While Anders says openly that all of GD’s divisions will either lead or get out of the way, Tellep has a long-term plan that has his company moving to the top in the tactical aircraft business. So the gray-haired son of a Pennsylvania coal miner turned the tables on Anders and convinced him that he might as well sell GD’s prized and profitable unit to a company that intends to fight for every slice it can get of the Pentagon’s shrinking budget pie.

The result: Lockheed is launched into a neck-and-neck race with McDonnell Douglas Corp. to become the world’s leading producer of fighter aircraft with what will be $6.5 billion in sales once the $1.5 billion acquisition is completed. Lockheed’s share of the military aircraft business will grow from 10 percent to 27 percent.
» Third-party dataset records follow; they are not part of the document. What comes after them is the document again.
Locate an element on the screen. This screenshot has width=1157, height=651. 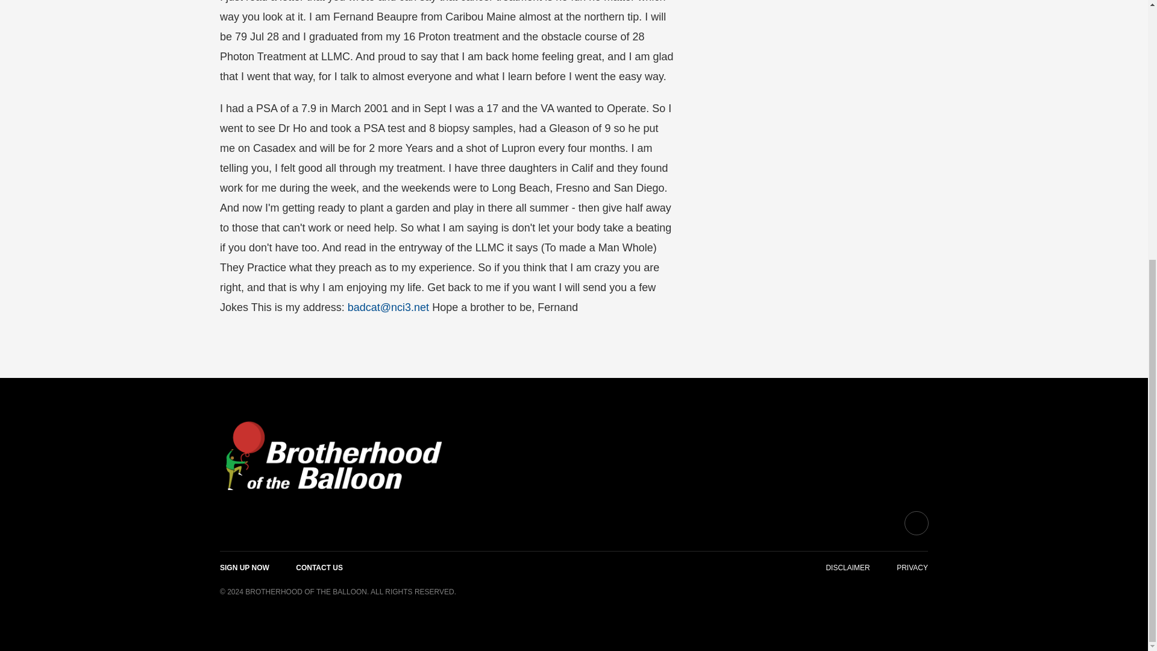
SIGN UP NOW is located at coordinates (245, 568).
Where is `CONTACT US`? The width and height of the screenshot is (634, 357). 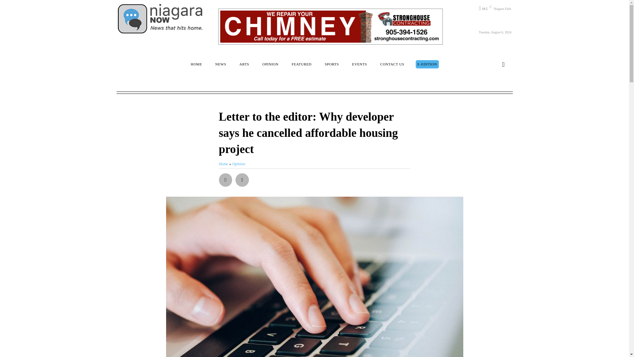
CONTACT US is located at coordinates (392, 64).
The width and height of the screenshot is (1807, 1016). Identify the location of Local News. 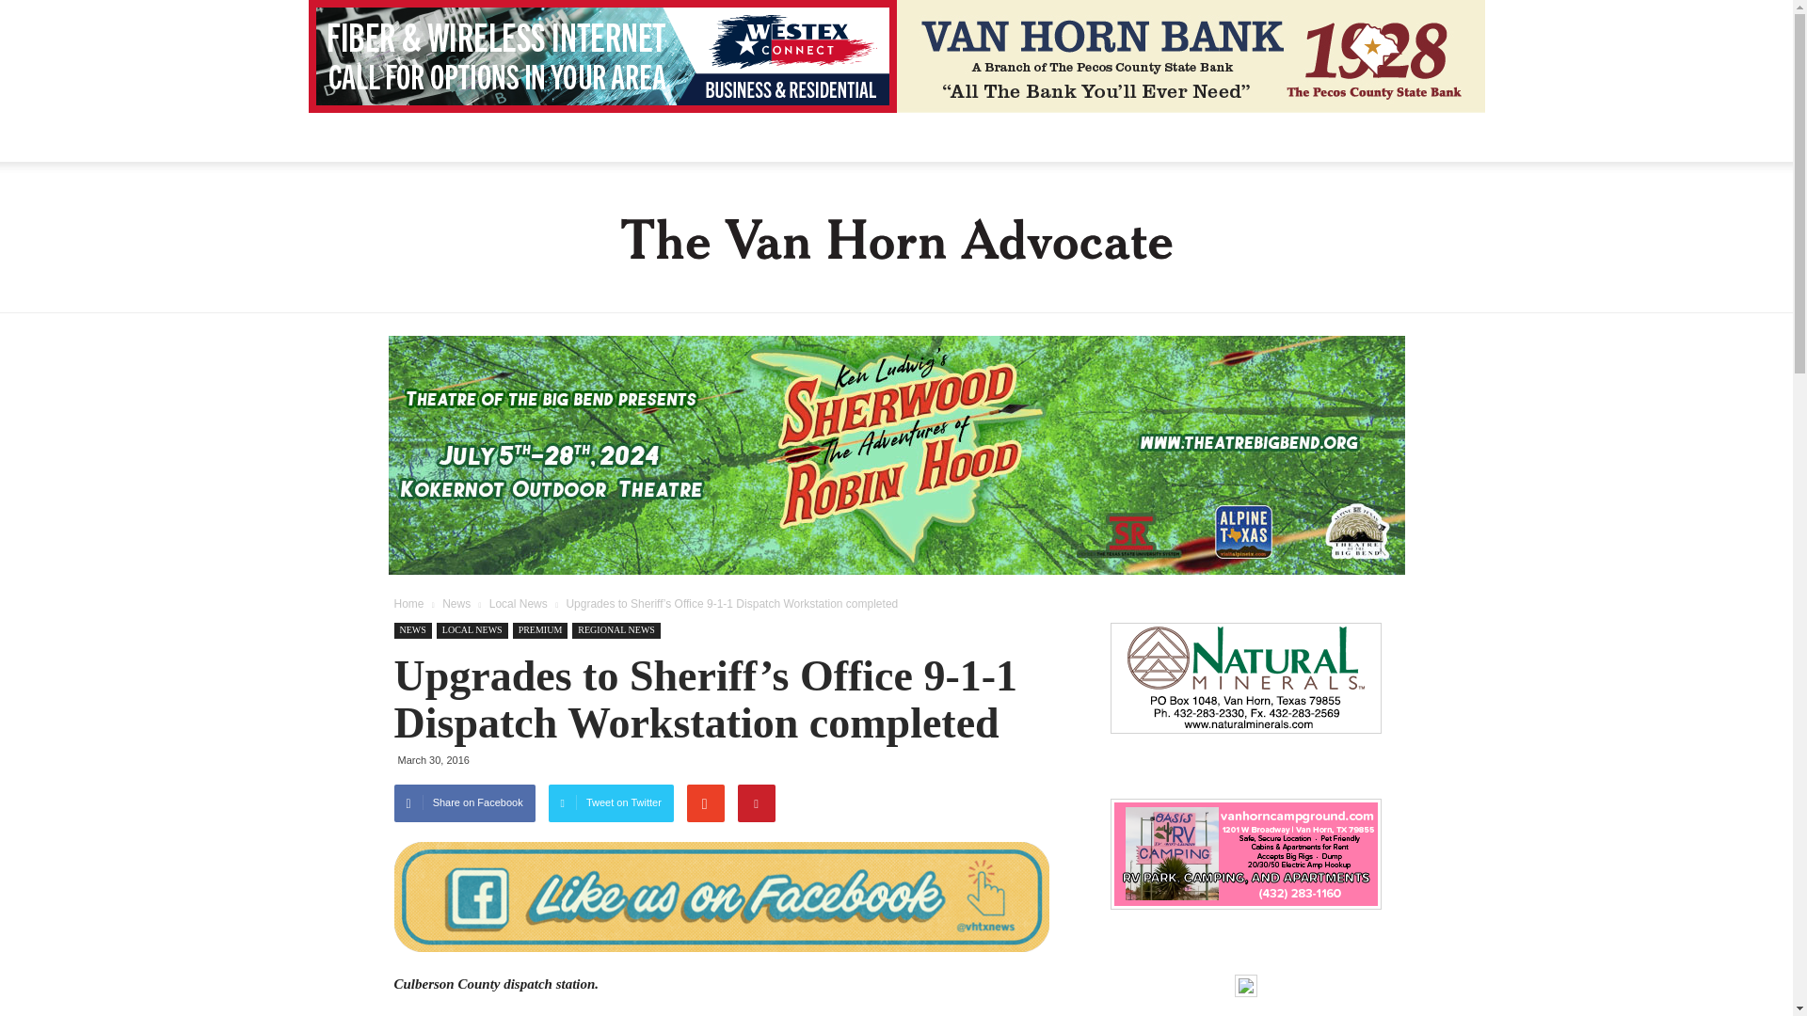
(518, 604).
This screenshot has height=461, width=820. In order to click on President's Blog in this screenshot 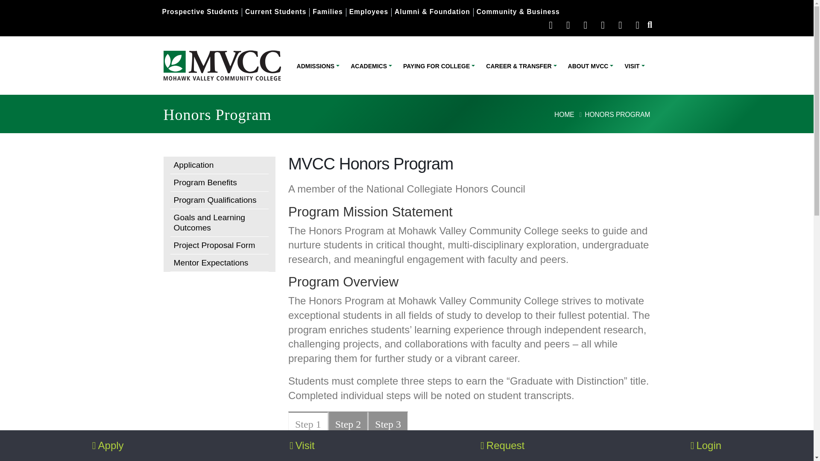, I will do `click(637, 25)`.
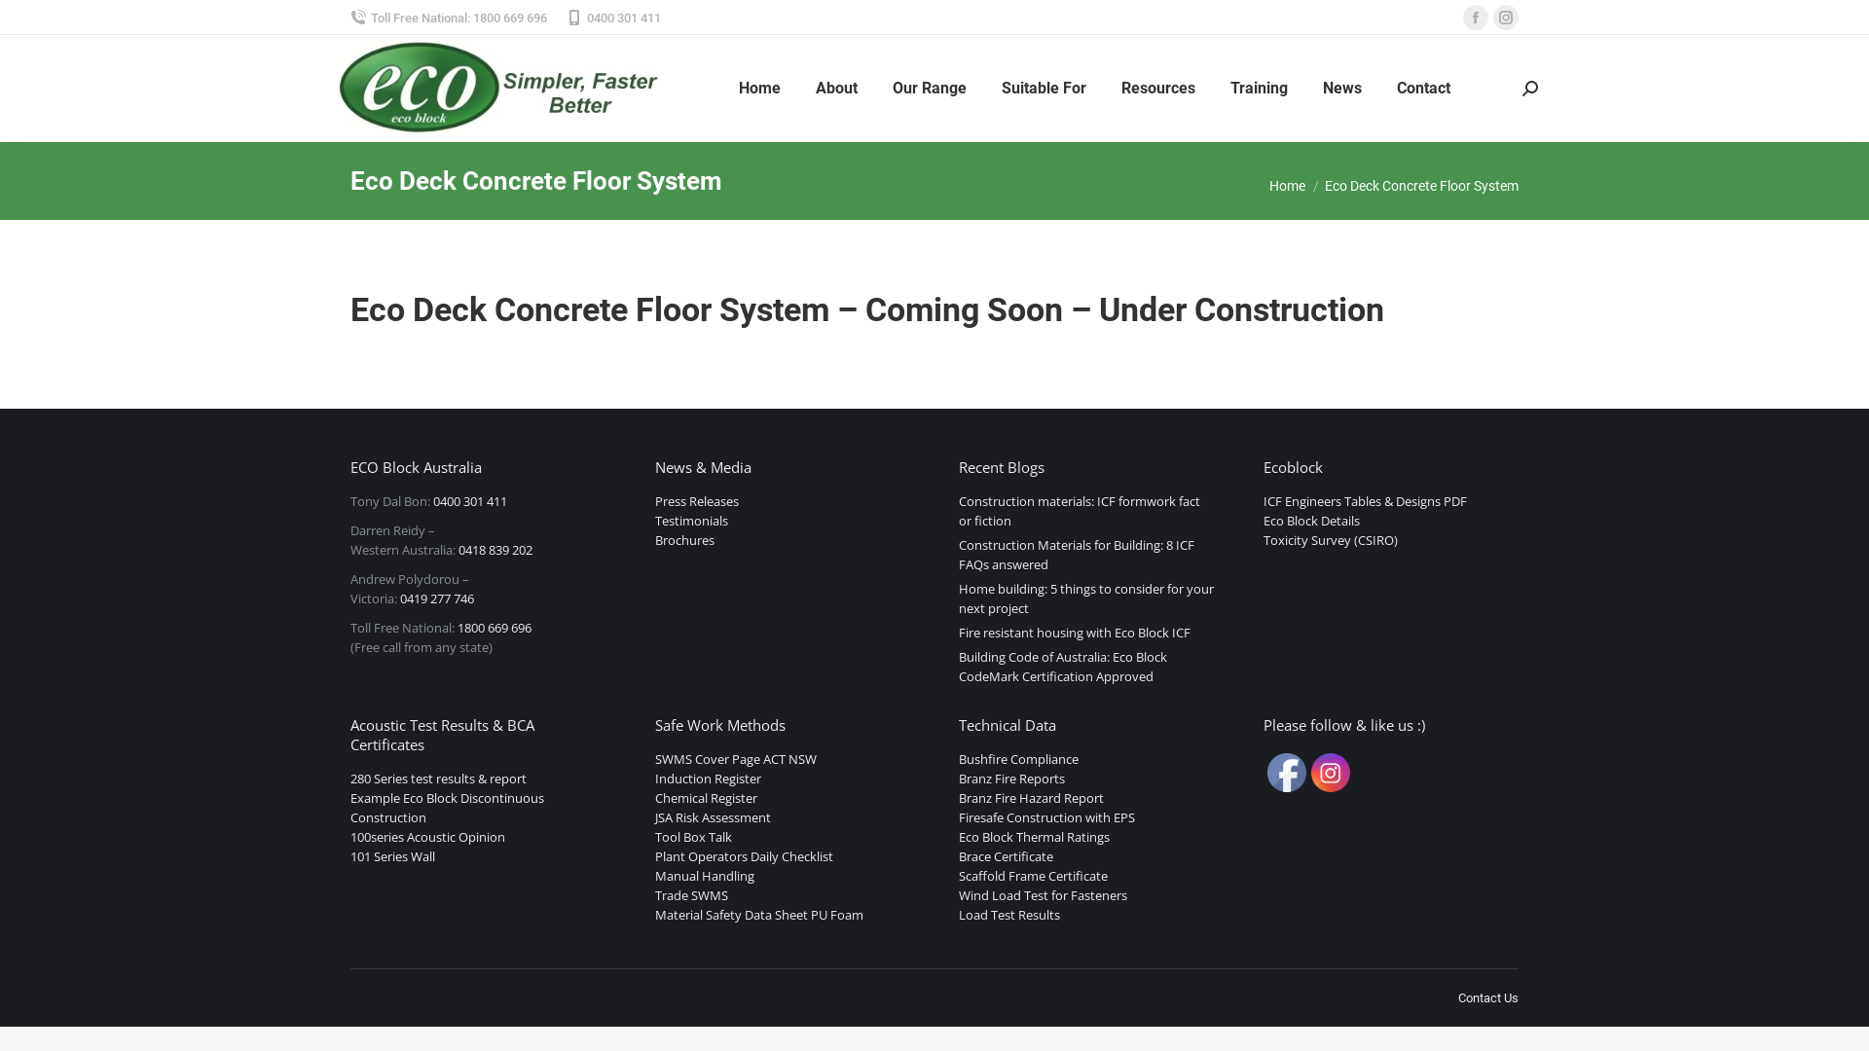 Image resolution: width=1869 pixels, height=1051 pixels. I want to click on Facebook, so click(1287, 773).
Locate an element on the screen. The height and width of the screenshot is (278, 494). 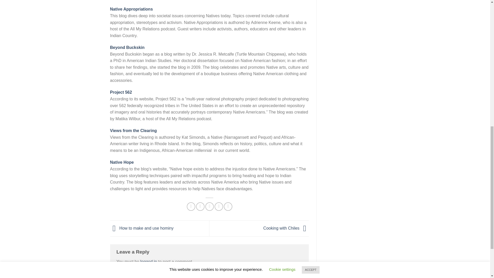
Email to a Friend is located at coordinates (210, 207).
“Bill Anders made the easy decision,” said Modzelewski, the PaineWebber analyst. “It was easy to truncate the process. Don’t invest your capital, keep your profits, sell when the time is right. That’s Wall Street Economics 101.

“Tellep took more of a long-term view. He sits there like a real chairman and sees various constituencies. He has communities, customers, employees and stockholders. He seems to try and balance all those, and that’s a hard job.

“Tellep takes very seriously the way a decision will impact the community and his employees. He is the classic nice guy.”